Images, Iconoclasm, and the Carolingians
In the year 726 C.E., the Byzantine emperor Leo III issued an edict declaring images to be idols, forbidden by Exodus, and ordering all such images in churches to be destroyed. Thus commenced the first wave of Byzantine iconoclasm, which ran its violent course until 787, when the underlying issues were temporarily resolved at the Second Council of Nicaea. In 815, a second great wave of iconoclasm was set off, only to end in 842 when the icons were restored to the churches of the East and the iconoclasts excommunicated. The iconoclast controversies have long been understood as marking major fissures between the Western and Eastern churches.
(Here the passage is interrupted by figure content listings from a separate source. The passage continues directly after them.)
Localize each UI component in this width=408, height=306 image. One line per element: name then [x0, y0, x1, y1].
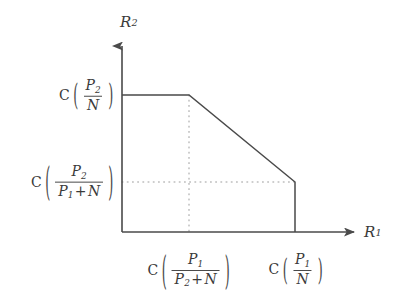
- denominator-operator: +: [190, 271, 205, 287]
- y-axis-label-sub: 2: [131, 17, 137, 28]
- fraction-denominator: P2+N: [172, 270, 220, 289]
- capacity-function-symbol: C: [31, 174, 42, 190]
- fraction: P2 P1+N: [55, 164, 103, 201]
- numerator-sub: 2: [81, 171, 87, 180]
- left-paren-icon: (: [45, 160, 50, 204]
- denominator-right: N: [204, 271, 216, 287]
- x-axis-label-sub: 1: [375, 227, 381, 238]
- right-paren-icon: ): [318, 252, 323, 286]
- denominator-left-base: P: [58, 182, 67, 198]
- numerator-sub: 1: [198, 260, 204, 269]
- denominator-left-base: P: [175, 271, 184, 287]
- x-axis-label-base: R: [364, 223, 375, 241]
- right-paren-icon: ): [108, 78, 113, 112]
- fraction-denominator: N: [84, 95, 102, 112]
- y-axis-label: R2: [120, 12, 138, 31]
- numerator-base: P: [85, 77, 94, 93]
- numerator-sub: 2: [95, 85, 101, 94]
- y-tick-label-lower: C ( P2 P1+N ): [31, 164, 116, 201]
- left-paren-icon: (: [282, 252, 287, 286]
- fraction: P1 N: [292, 252, 313, 287]
- right-paren-icon: ): [224, 248, 229, 292]
- capacity-function-symbol: C: [268, 261, 279, 277]
- left-paren-icon: (: [162, 248, 167, 292]
- x-axis-label: R1: [364, 222, 382, 241]
- denominator-right: N: [88, 182, 100, 198]
- x-tick-label-left: C ( P1 P2+N ): [148, 252, 233, 289]
- fraction-numerator: P1: [292, 252, 313, 270]
- fraction-numerator: P2: [68, 164, 89, 182]
- x-tick-label-right: C ( P1 N ): [268, 252, 325, 287]
- numerator-sub: 1: [305, 260, 311, 269]
- numerator-base: P: [188, 251, 197, 267]
- left-paren-icon: (: [73, 78, 78, 112]
- y-axis-label-base: R: [120, 13, 131, 31]
- capacity-function-symbol: C: [59, 87, 70, 103]
- right-paren-icon: ): [108, 160, 113, 204]
- fraction-denominator: P1+N: [55, 181, 103, 200]
- fraction: P2 N: [82, 78, 103, 113]
- y-tick-label-upper: C ( P2 N ): [59, 78, 116, 113]
- numerator-base: P: [295, 251, 304, 267]
- denominator-operator: +: [73, 182, 88, 198]
- fraction-numerator: P1: [185, 252, 206, 270]
- capacity-function-symbol: C: [148, 262, 159, 278]
- capacity-region-boundary: [122, 95, 295, 232]
- capacity-region-figure: R2 R1 C ( P2 N ) C (: [0, 0, 408, 306]
- fraction: P1 P2+N: [172, 252, 220, 289]
- denominator-value: N: [87, 97, 99, 113]
- denominator-value: N: [297, 271, 309, 287]
- fraction-denominator: N: [293, 270, 311, 287]
- numerator-base: P: [72, 163, 81, 179]
- fraction-numerator: P2: [82, 78, 103, 96]
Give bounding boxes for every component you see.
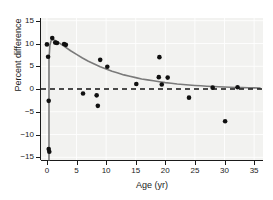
x-tick-label: 20	[161, 167, 170, 175]
y-tick-mark	[36, 157, 40, 158]
y-tick-label: 5	[30, 62, 34, 70]
x-axis-label: Age (yr)	[41, 180, 263, 190]
y-tick-label: 10	[25, 40, 34, 48]
y-tick-label: −5	[25, 108, 34, 116]
x-tick-mark	[225, 161, 226, 165]
y-tick-label: −10	[20, 131, 34, 139]
x-tick-mark	[195, 161, 196, 165]
x-tick-mark	[136, 161, 137, 165]
plot-area	[41, 18, 263, 160]
chart-figure: 151050−5−10−1505101520253035 Percent dif…	[0, 0, 273, 200]
x-tick-mark	[165, 161, 166, 165]
x-tick-mark	[77, 161, 78, 165]
y-tick-mark	[36, 44, 40, 45]
y-tick-label: 15	[25, 17, 34, 25]
x-tick-label: 0	[45, 167, 49, 175]
x-tick-mark	[47, 161, 48, 165]
x-tick-mark	[106, 161, 107, 165]
x-axis-line	[41, 160, 263, 161]
y-tick-mark	[36, 135, 40, 136]
x-tick-label: 25	[190, 167, 199, 175]
x-tick-label: 5	[74, 167, 78, 175]
x-tick-label: 35	[250, 167, 259, 175]
y-tick-mark	[36, 66, 40, 67]
y-tick-label: 0	[30, 85, 34, 93]
y-tick-mark	[36, 21, 40, 22]
x-tick-label: 30	[220, 167, 229, 175]
x-tick-label: 15	[131, 167, 140, 175]
y-axis-label: Percent difference	[13, 0, 23, 115]
y-tick-label: −15	[20, 153, 34, 161]
y-tick-mark	[36, 89, 40, 90]
x-tick-label: 10	[102, 167, 111, 175]
y-tick-mark	[36, 112, 40, 113]
y-axis-line	[40, 18, 41, 160]
x-tick-mark	[254, 161, 255, 165]
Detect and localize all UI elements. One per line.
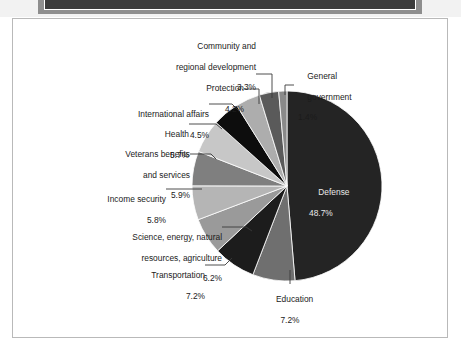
page-header-strip: [0, 0, 461, 17]
label-defense-pct: 48.7%: [309, 208, 389, 218]
label-community-line1: Community and: [197, 41, 256, 51]
label-general-government: General government 1.4%: [298, 61, 408, 143]
label-education-pct: 7.2%: [260, 315, 320, 325]
label-protection-name: Protection: [206, 83, 244, 93]
label-general-government-pct: 1.4%: [298, 112, 408, 122]
label-education-name: Education: [276, 294, 313, 304]
label-science-line1: Science, energy, natural: [132, 232, 222, 242]
label-transportation: Transportation 7.2%: [115, 260, 205, 321]
label-veterans-line1: Veterans benefits: [125, 149, 190, 159]
label-community-line2: regional development: [176, 62, 256, 72]
label-education: Education 7.2%: [260, 284, 320, 345]
label-defense: Defense 48.7%: [309, 177, 389, 238]
label-defense-name: Defense: [318, 187, 349, 197]
label-income-security-name: Income security: [107, 194, 166, 204]
label-veterans-line2: and services: [143, 170, 190, 180]
label-international-name: International affairs: [138, 109, 209, 119]
label-transportation-pct: 7.2%: [115, 291, 205, 301]
label-general-government-line1: General: [307, 71, 337, 81]
header-bar-inner: [44, 0, 416, 10]
label-health-name: Health: [165, 129, 189, 139]
figure-container: Community and regional development 3.3% …: [12, 18, 448, 338]
label-general-government-line2: government: [307, 92, 351, 102]
label-transportation-name: Transportation: [151, 270, 205, 280]
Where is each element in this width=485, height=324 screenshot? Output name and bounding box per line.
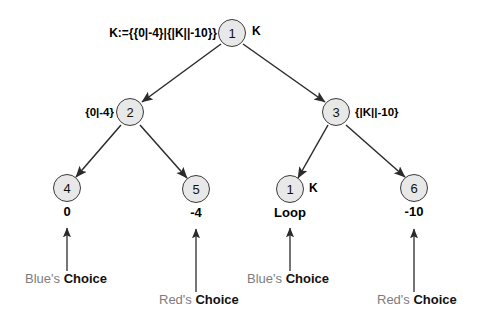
node-1-loop-side-label: K — [309, 181, 318, 195]
edge-2-to-5 — [140, 125, 187, 178]
node-root[interactable]: 1 — [218, 19, 246, 47]
node-4[interactable]: 4 — [53, 174, 81, 202]
node-2-side-label: {0|-4} — [56, 106, 114, 118]
node-root-label: 1 — [228, 26, 235, 41]
edge-root-to-2 — [142, 44, 221, 102]
node-1-loop[interactable]: 1 — [276, 175, 304, 203]
annotation-red-left-who: Red's — [159, 292, 192, 307]
annotation-red-right: Red's Choice — [377, 292, 457, 307]
edge-3-to-1loop — [298, 125, 328, 178]
node-1-loop-value: Loop — [260, 205, 320, 220]
node-2-label: 2 — [126, 105, 133, 120]
edge-2-to-4 — [76, 125, 121, 177]
annotation-blue-right-word: Choice — [286, 271, 329, 286]
node-1-loop-label: 1 — [286, 182, 293, 197]
node-4-label: 4 — [63, 181, 70, 196]
node-5-value: -4 — [166, 205, 226, 220]
annotation-blue-right-who: Blue's — [247, 271, 282, 286]
node-3[interactable]: 3 — [322, 98, 350, 126]
node-6-label: 6 — [410, 181, 417, 196]
edge-3-to-6 — [346, 125, 405, 177]
annotation-blue-left-who: Blue's — [25, 271, 60, 286]
root-formula-label: K:={{0|-4}|{|K||-10}} — [72, 26, 217, 40]
node-3-side-label: {|K||-10} — [355, 106, 399, 118]
annotation-red-left-word: Choice — [195, 292, 238, 307]
diagram-canvas: K:={{0|-4}|{|K||-10}} 1 K {0|-4} 2 3 {|K… — [0, 0, 485, 324]
node-root-side-label: K — [252, 24, 261, 38]
node-6[interactable]: 6 — [400, 174, 428, 202]
annotation-blue-left-word: Choice — [64, 271, 107, 286]
node-6-value: -10 — [384, 204, 444, 219]
annotation-red-right-word: Choice — [413, 292, 456, 307]
node-3-label: 3 — [332, 105, 339, 120]
annotation-blue-right: Blue's Choice — [247, 271, 329, 286]
node-2[interactable]: 2 — [116, 98, 144, 126]
node-5-label: 5 — [192, 182, 199, 197]
node-4-value: 0 — [37, 204, 97, 219]
edge-root-to-3 — [243, 44, 325, 102]
annotation-blue-left: Blue's Choice — [25, 271, 107, 286]
annotation-red-left: Red's Choice — [159, 292, 239, 307]
annotation-red-right-who: Red's — [377, 292, 410, 307]
node-5[interactable]: 5 — [182, 175, 210, 203]
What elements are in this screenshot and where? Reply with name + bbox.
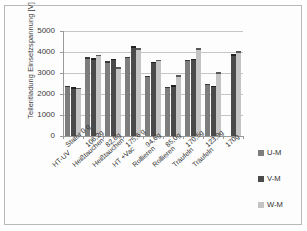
x-axis-tick-mark bbox=[83, 136, 84, 139]
bar-cap bbox=[131, 46, 136, 48]
bar-cap bbox=[156, 60, 161, 62]
bar-cap bbox=[151, 62, 156, 64]
legend-swatch-icon bbox=[258, 202, 264, 208]
bar-vm-4 bbox=[151, 62, 156, 136]
x-axis-tick-mark bbox=[223, 136, 224, 139]
bar-cap bbox=[185, 60, 190, 62]
bar-cap bbox=[191, 59, 196, 61]
y-axis-tick-label: 2000 bbox=[25, 90, 55, 98]
bar-group bbox=[123, 31, 143, 136]
bar-wm-5 bbox=[176, 75, 181, 136]
bar-wm-3 bbox=[136, 48, 141, 136]
bar-wm-1 bbox=[96, 55, 101, 136]
bar-vm-7 bbox=[211, 86, 216, 136]
bar-cap bbox=[145, 76, 150, 78]
y-axis-tick-label: 0 bbox=[25, 132, 55, 140]
bar-vm-6 bbox=[191, 59, 196, 136]
legend-swatch-icon bbox=[258, 150, 264, 156]
bar-group bbox=[163, 31, 183, 136]
x-axis-tick-mark bbox=[143, 136, 144, 139]
bar-cap bbox=[205, 84, 210, 86]
bar-cap bbox=[96, 55, 101, 57]
legend-swatch-icon bbox=[258, 176, 264, 182]
bar-cap bbox=[125, 57, 130, 59]
bar-group bbox=[143, 31, 163, 136]
bar-cap bbox=[111, 59, 116, 61]
bar-cap bbox=[76, 88, 81, 90]
bar-cap bbox=[216, 72, 221, 74]
x-axis-tick-mark bbox=[123, 136, 124, 139]
bar-um-5 bbox=[165, 87, 170, 136]
bar-group bbox=[223, 31, 243, 136]
bar-wm-6 bbox=[196, 48, 201, 136]
bar-cap bbox=[85, 57, 90, 59]
bar-um-0 bbox=[65, 86, 70, 136]
bar-vm-0 bbox=[71, 87, 76, 136]
bar-vm-2 bbox=[111, 59, 116, 136]
bar-vm-1 bbox=[91, 58, 96, 136]
bar-um-6 bbox=[185, 60, 190, 136]
bar-cap bbox=[196, 48, 201, 50]
bar-cap bbox=[136, 48, 141, 50]
bar-um-4 bbox=[145, 76, 150, 136]
bar-um-7 bbox=[205, 84, 210, 136]
bar-vm-8 bbox=[231, 54, 236, 136]
bar-wm-8 bbox=[236, 51, 241, 136]
x-axis-tick-mark bbox=[183, 136, 184, 139]
x-axis-tick-mark bbox=[63, 136, 64, 139]
bar-cap bbox=[105, 61, 110, 63]
x-axis-tick-mark bbox=[163, 136, 164, 139]
x-axis-tick-mark bbox=[103, 136, 104, 139]
bar-group bbox=[183, 31, 203, 136]
bar-um-3 bbox=[125, 57, 130, 136]
y-axis-tick-label: 1000 bbox=[25, 111, 55, 119]
legend-label: W-M bbox=[267, 200, 283, 209]
bar-cap bbox=[71, 87, 76, 89]
bar-wm-7 bbox=[216, 72, 221, 136]
bar-wm-4 bbox=[156, 60, 161, 136]
bar-cap bbox=[236, 51, 241, 53]
bar-vm-5 bbox=[171, 85, 176, 136]
plot-area: 010002000300040005000 bbox=[63, 31, 243, 136]
bar-cap bbox=[231, 54, 236, 56]
bar-cap bbox=[211, 86, 216, 88]
bar-um-2 bbox=[105, 61, 110, 136]
bar-cap bbox=[65, 86, 70, 88]
x-axis-line bbox=[63, 136, 243, 137]
legend-item-um[interactable]: U-M bbox=[258, 148, 300, 157]
bar-cap bbox=[171, 85, 176, 87]
y-axis-tick-label: 5000 bbox=[25, 27, 55, 35]
chart-figure: Teilentladung Einsetzspannung [V] 010002… bbox=[0, 0, 307, 231]
legend-label: V-M bbox=[267, 174, 281, 183]
bar-group bbox=[63, 31, 83, 136]
bar-group bbox=[103, 31, 123, 136]
y-axis-tick-label: 4000 bbox=[25, 48, 55, 56]
bar-cap bbox=[116, 67, 121, 69]
bar-wm-2 bbox=[116, 67, 121, 136]
x-axis-tick-mark bbox=[243, 136, 244, 139]
bar-cap bbox=[176, 75, 181, 77]
bar-vm-3 bbox=[131, 46, 136, 136]
bar-wm-0 bbox=[76, 88, 81, 136]
legend-item-wm[interactable]: W-M bbox=[258, 200, 300, 209]
chart-legend: U-MV-MW-M bbox=[258, 148, 300, 226]
legend-label: U-M bbox=[267, 148, 281, 157]
bar-um-1 bbox=[85, 57, 90, 136]
bar-cap bbox=[91, 58, 96, 60]
bar-cap bbox=[165, 87, 170, 89]
x-axis-tick-mark bbox=[203, 136, 204, 139]
legend-item-vm[interactable]: V-M bbox=[258, 174, 300, 183]
bar-group bbox=[203, 31, 223, 136]
y-axis-tick-label: 3000 bbox=[25, 69, 55, 77]
bar-group bbox=[83, 31, 103, 136]
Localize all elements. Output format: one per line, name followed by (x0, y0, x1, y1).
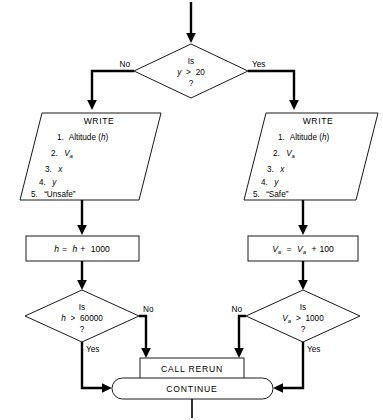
branch-no-left-label: No (143, 305, 154, 314)
decision-top[interactable]: Is y > 20 ? (134, 44, 248, 98)
decision-left-value: 60000 (80, 314, 103, 323)
branch-yes-right-label: Yes (307, 345, 320, 354)
branch-yes-top-arrowhead (289, 100, 299, 110)
write-right-item-5: 5. “Safe” (253, 190, 289, 199)
decision-right-value: 1000 (305, 314, 324, 323)
write-box-left[interactable]: WRITE 1. Altitude (h) 2. Va 3. x 4. y 5.… (20, 113, 161, 200)
continue-terminator[interactable]: CONTINUE (112, 378, 273, 399)
connector-processright-to-decisionright (298, 261, 308, 290)
decision-left[interactable]: Is h > 60000 ? (25, 290, 139, 342)
decision-top-condition: y > 20 (176, 68, 205, 77)
write-left-item-4: 4. y (39, 178, 57, 187)
branch-no-left: No (139, 305, 154, 358)
branch-no-top-label: No (120, 60, 131, 69)
branch-yes-right: Yes (273, 342, 320, 393)
connector-processleft-to-decisionleft (77, 261, 87, 290)
process-left-text: h= h+ 1000 (54, 244, 110, 254)
connector-writeleft-to-processleft (77, 200, 87, 235)
decision-top-value: 20 (196, 68, 206, 77)
connector-writeright-to-processright (298, 200, 308, 235)
decision-right-op: > (296, 314, 301, 323)
decision-left-condition: h > 60000 (61, 314, 103, 323)
branch-no-right-label: No (232, 305, 243, 314)
decision-top-line1: Is (188, 57, 194, 66)
entry-arrowhead (186, 33, 196, 43)
write-left-item-1: 1. Altitude (h) (57, 133, 109, 142)
decision-right-line3: ? (301, 325, 306, 334)
write-left-item-3: 3. x (45, 165, 63, 174)
process-box-left[interactable]: h= h+ 1000 (26, 236, 139, 261)
branch-no-right: No (232, 305, 246, 358)
branch-no-top-arrowhead (87, 100, 97, 110)
branch-yes-top: Yes (248, 60, 299, 110)
decision-right-line1: Is (300, 303, 306, 312)
entry-connector (186, 2, 196, 43)
call-rerun-box[interactable]: CALL RERUN (140, 358, 244, 380)
decision-top-var: y (176, 68, 182, 77)
branch-yes-top-label: Yes (252, 60, 265, 69)
decision-left-op: > (70, 314, 75, 323)
decision-top-op: > (186, 68, 191, 77)
process-box-right[interactable]: Va = Va +100 (248, 236, 358, 261)
decision-left-line1: Is (79, 303, 85, 312)
continue-text: CONTINUE (166, 384, 217, 394)
decision-right[interactable]: Is Va > 1000 ? (246, 290, 360, 342)
write-right-item-1: 1. Altitude (h) (278, 133, 330, 142)
write-right-item-3: 3. x (267, 165, 285, 174)
branch-yes-left: Yes (82, 342, 112, 393)
branch-yes-left-label: Yes (86, 345, 99, 354)
write-right-item-4: 4. y (261, 178, 279, 187)
flowchart-svg: Is y > 20 ? No Yes WRITE 1. Altitude (h)… (0, 0, 383, 420)
decision-left-line3: ? (80, 325, 85, 334)
write-right-header: WRITE (303, 116, 334, 126)
decision-left-var: h (61, 314, 66, 323)
write-left-header: WRITE (84, 116, 115, 126)
decision-top-line3: ? (189, 79, 194, 88)
branch-no-top: No (87, 60, 134, 110)
write-box-right[interactable]: WRITE 1. Altitude (h) 2. Va 3. x 4. y 5.… (244, 113, 378, 200)
call-rerun-text: CALL RERUN (161, 364, 223, 374)
flowchart-canvas: Is y > 20 ? No Yes WRITE 1. Altitude (h)… (0, 0, 383, 420)
write-left-item-5: 5. “Unsafe” (31, 190, 76, 199)
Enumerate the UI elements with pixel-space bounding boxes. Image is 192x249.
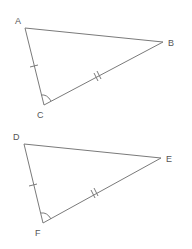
congruent-triangles-diagram: A B C D E F: [0, 0, 192, 249]
vertex-label-c: C: [37, 110, 44, 120]
tick-mark-df: [29, 184, 37, 186]
angle-arc-f: [41, 213, 51, 219]
triangle-abc-outline: [25, 28, 163, 105]
vertex-label-f: F: [35, 228, 41, 238]
triangle-def: [24, 144, 161, 223]
vertex-label-a: A: [15, 16, 21, 26]
vertex-label-d: D: [13, 132, 20, 142]
triangle-def-outline: [24, 144, 161, 223]
triangle-abc: [25, 28, 163, 105]
vertex-label-b: B: [168, 38, 174, 48]
tick-mark-ef-1: [91, 190, 95, 198]
vertex-label-e: E: [166, 154, 172, 164]
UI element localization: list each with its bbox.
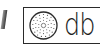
speaker-grille-icon — [29, 11, 58, 40]
decibel-label: db — [64, 7, 95, 43]
toolbar-fragment: db — [0, 0, 100, 50]
partial-glyph-icon — [1, 10, 8, 29]
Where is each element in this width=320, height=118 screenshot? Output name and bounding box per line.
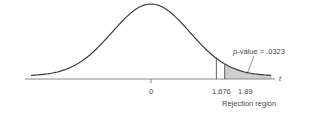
- density-curve: [31, 4, 271, 75]
- axis-variable-label: t: [279, 75, 281, 83]
- tick-label-critical: 1.676: [212, 88, 231, 96]
- pvalue-label: p-value = .0323: [233, 48, 285, 56]
- rejection-region-label: Rejection region: [222, 100, 276, 108]
- pvalue-rest: -value = .0323: [237, 47, 285, 56]
- tick-label-statistic: 1.89: [238, 88, 253, 96]
- tick-label-zero: 0: [149, 88, 153, 96]
- p-value-leader-line: [247, 56, 254, 74]
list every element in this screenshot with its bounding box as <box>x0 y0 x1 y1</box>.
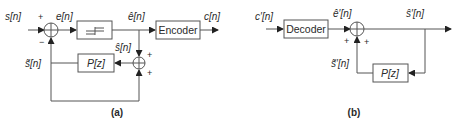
decoder-label: Decoder <box>286 23 326 35</box>
summing-junction-1 <box>44 23 58 37</box>
signal-s-hat-label: ŝ[n] <box>115 42 131 53</box>
sum1-plus-sign: + <box>38 12 43 22</box>
predictor-label-a: P[z] <box>87 57 106 69</box>
sum-b-left-plus-sign: + <box>344 36 349 46</box>
bottom-loop-arrow <box>51 70 139 101</box>
summing-junction-2 <box>133 57 145 69</box>
quantizer-block <box>77 21 112 39</box>
signal-s-tilde-prime-label: s̃′[n] <box>331 58 349 69</box>
encoder-block: Encoder <box>156 21 200 39</box>
predictor-block-b: P[z] <box>373 64 408 82</box>
signal-s-hat-prime-label: ŝ′[n] <box>406 8 424 19</box>
signal-s-label: s[n] <box>5 11 21 22</box>
signal-e-hat-prime-label: ê′[n] <box>333 8 352 19</box>
signal-c-prime-label: c′[n] <box>255 11 273 22</box>
decoder-block: Decoder <box>284 20 328 38</box>
signal-c-label: c[n] <box>204 11 220 22</box>
signal-e-hat-label: ê[n] <box>128 11 145 22</box>
diagram-a-encoder: s[n] + − e[n] ê[n] Encoder <box>5 11 220 118</box>
signal-s-tilde-label: s̃[n] <box>25 58 41 69</box>
sum2-top-plus-sign: + <box>147 50 152 60</box>
caption-b: (b) <box>348 107 361 118</box>
diagram-b-decoder: c′[n] Decoder ê′[n] + + ŝ′[n] P[z] s̃′[n… <box>255 8 451 118</box>
sum1-minus-sign: − <box>39 37 44 47</box>
predictor-block-a: P[z] <box>78 54 114 72</box>
caption-a: (a) <box>111 107 123 118</box>
predictor-label-b: P[z] <box>381 67 400 79</box>
sum-b-right-plus-sign: + <box>364 37 369 47</box>
feedback-to-predictor-arrow <box>409 29 425 73</box>
encoder-label: Encoder <box>158 24 198 36</box>
summing-junction-b <box>350 22 364 36</box>
sum2-bottom-plus-sign: + <box>147 68 152 78</box>
signal-e-label: e[n] <box>56 11 73 22</box>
Thomas F. X. Noble reveals that the lines of division were not so clear. It is traditionally maintained that the Carolingians in the 790s did not understand the basic issues involved in the Byzantine dispute. Noble contends that there was, in fact, a significant Carolingian controversy about visual art and, if its ties to Byzantine iconoclasm were tenuous, they were also complex and deeply rooted in central concerns of the Carolingian court. Furthermore, he asserts that the Carolingians made distinctive and original contributions to the whole debate over religious art.Images, Iconoclasm, and the Carolingiansis the first book to provide a comprehensive study of the Western response to Byzantine iconoclasm. By comparing art-texts with laws, letters, poems, and other sources, Noble reveals the power and magnitude of the key discourses of the Carolingian world during its most dynamic and creative decades.